Also, Red Bull Ring sees a MotoGP tech first. The circuit is MotoGP’s most demanding on brakes, so for the first time Brembo’s massive 355mm front disc rotors will be mandatory. These discs sit closer to the front wheel rim than any other, so what effect will that have on tyre temperature, always a tricky issue, especially for the Yamaha?
Of course, all this will become irrelevant if it rains on Sunday afternoon, as predicted by the latest weather forecasts.
After Red Bull Ring the paddock travels to Misano, where last year Quartararo was twice second, behind Pecco Bagnaia and Honda’s Marc Márquez, and then to Aragon where he qualified third for the 2021 race but was swamped by faster V4s down the Spanish track’s huge main straight. He took the chequered flag in eighth, with Aprilia, Ducati, Honda and KTM V4s in front of him.
Quartararo seems most worried about the two tracks that follow Aragon: Motegi and Buriram, which both feature numerous slow corner/long straight combinations. Indeed he believes their absence from the last two seasons helped his 2021 title charge.
“We can be fast at all the tracks, but which tracks really suit us? There is no track that really suits us. Of course, last year we didn’t go to Japan and we didn’t go to Thailand, and both are full of acceleration and long straights, so let’s see…”
In fact Quartararo finished second at Buriram in 2019, fighting with Márquez to the last corner, and second at Motegi, chasing Márquez all the way.
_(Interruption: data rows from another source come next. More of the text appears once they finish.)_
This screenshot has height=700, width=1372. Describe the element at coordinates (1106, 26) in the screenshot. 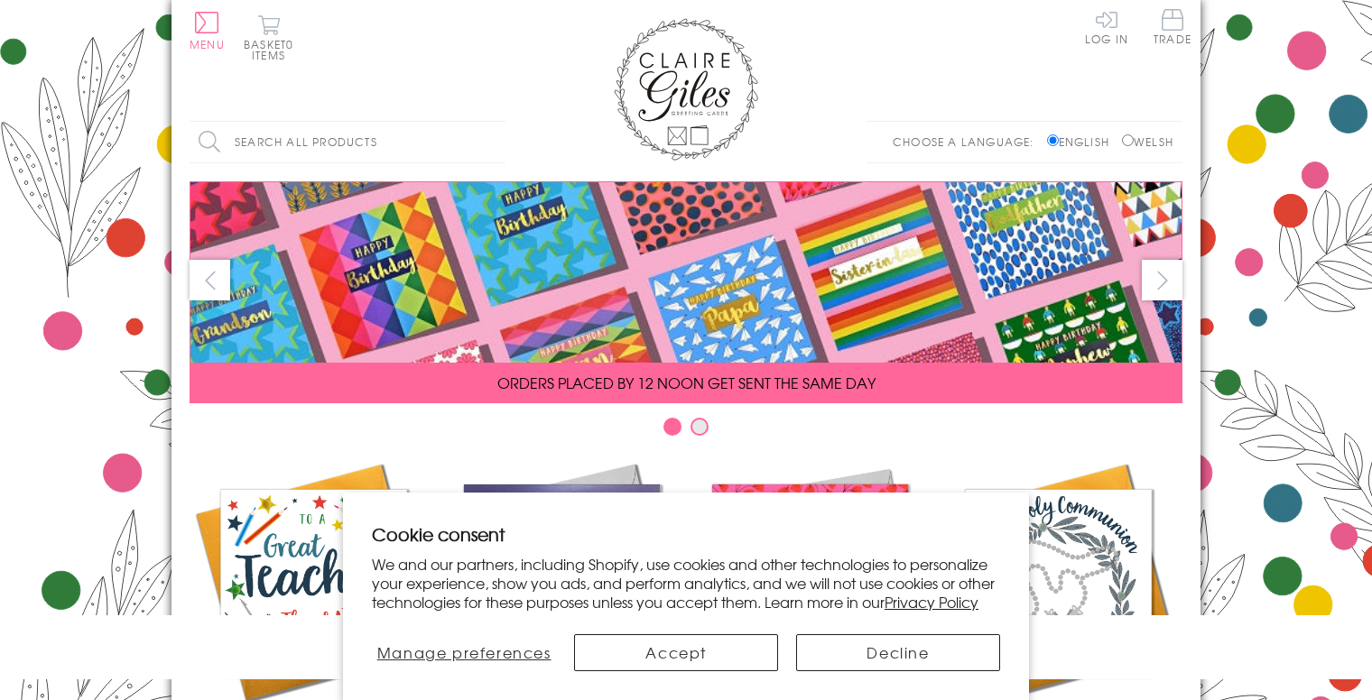

I see `a: Log In` at that location.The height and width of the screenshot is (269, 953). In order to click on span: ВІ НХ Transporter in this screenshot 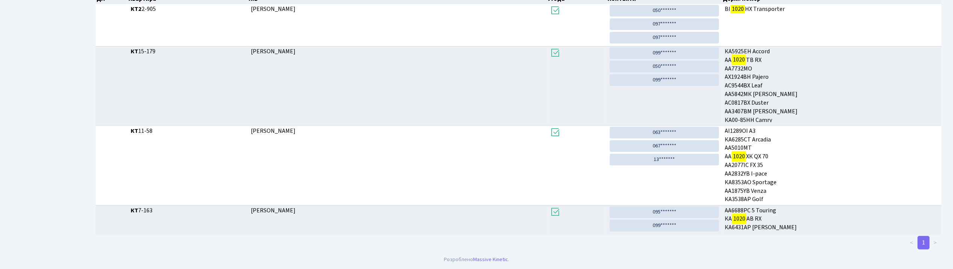, I will do `click(832, 9)`.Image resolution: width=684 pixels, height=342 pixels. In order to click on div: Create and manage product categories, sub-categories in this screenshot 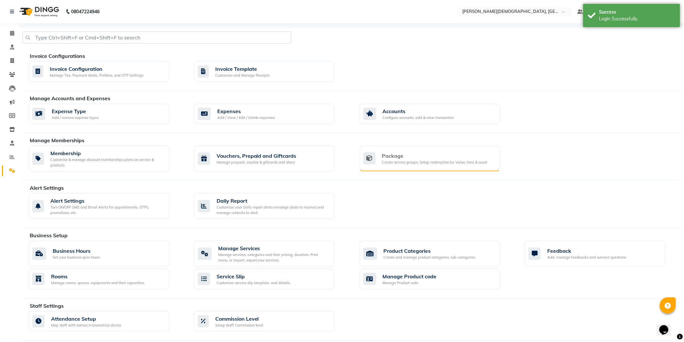, I will do `click(430, 257)`.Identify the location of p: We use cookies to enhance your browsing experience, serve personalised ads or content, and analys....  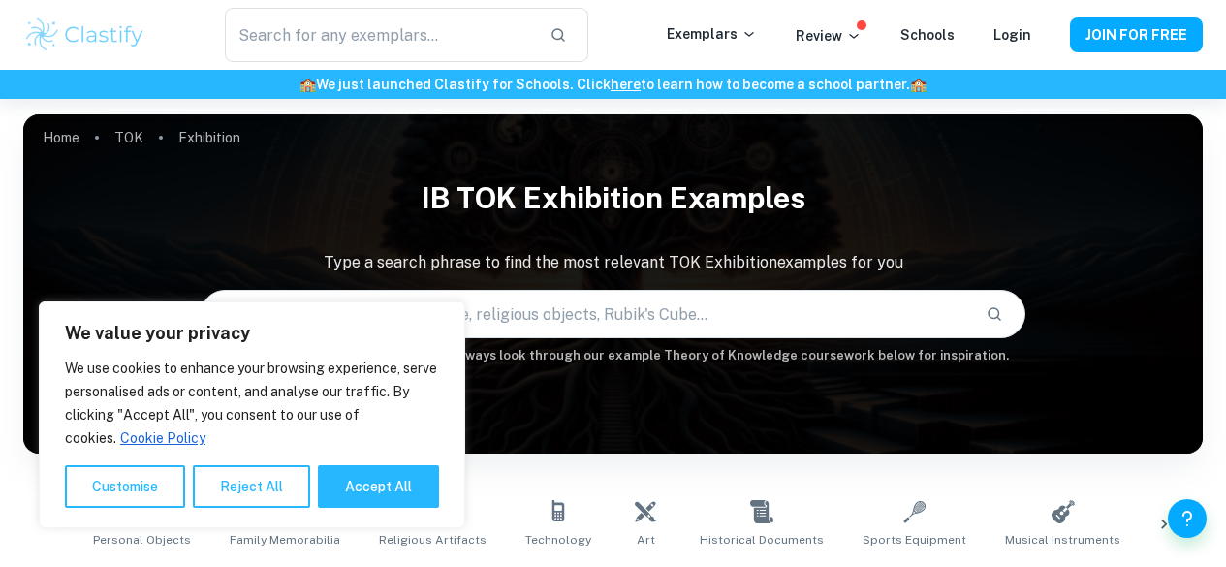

But Aprilia and Ducati are now much more competitive than they were back then.
As Miller recently declared, the 2019 Desmosedici steered like a London bus, while the latest iteration turns like a Mini Cooper. And the difference between the performance of Aprilia’s latest 90-degree RS-GP and the 2019 bike with its narrow-angle V4 is night and day – in 2019 Aprilia struggled to get into the top ten.
There is one other factor that may help or hinder any of the bikes and riders at Red Bull Ring and Buriram. These tracks generate so much heat into the rear tyre that Michelin will revert to its earlier, stiffer rear slicks. I will never understand why Michelin designed a new rear for 2020, which required the manufactures to revise or redesign their motorcycles, but doesn’t work at all the circuits. Again, slick-tyre performance won’t be an issue if it rains this weekend.
After Thailand it’s Phillip Island, usually an inline-four-friendly circuit, then Sepang, where on MotoGP’s last visit in 2019 Quartararo qualified on pole but was once again overwhelmed by the pack in the race, finishing seventh.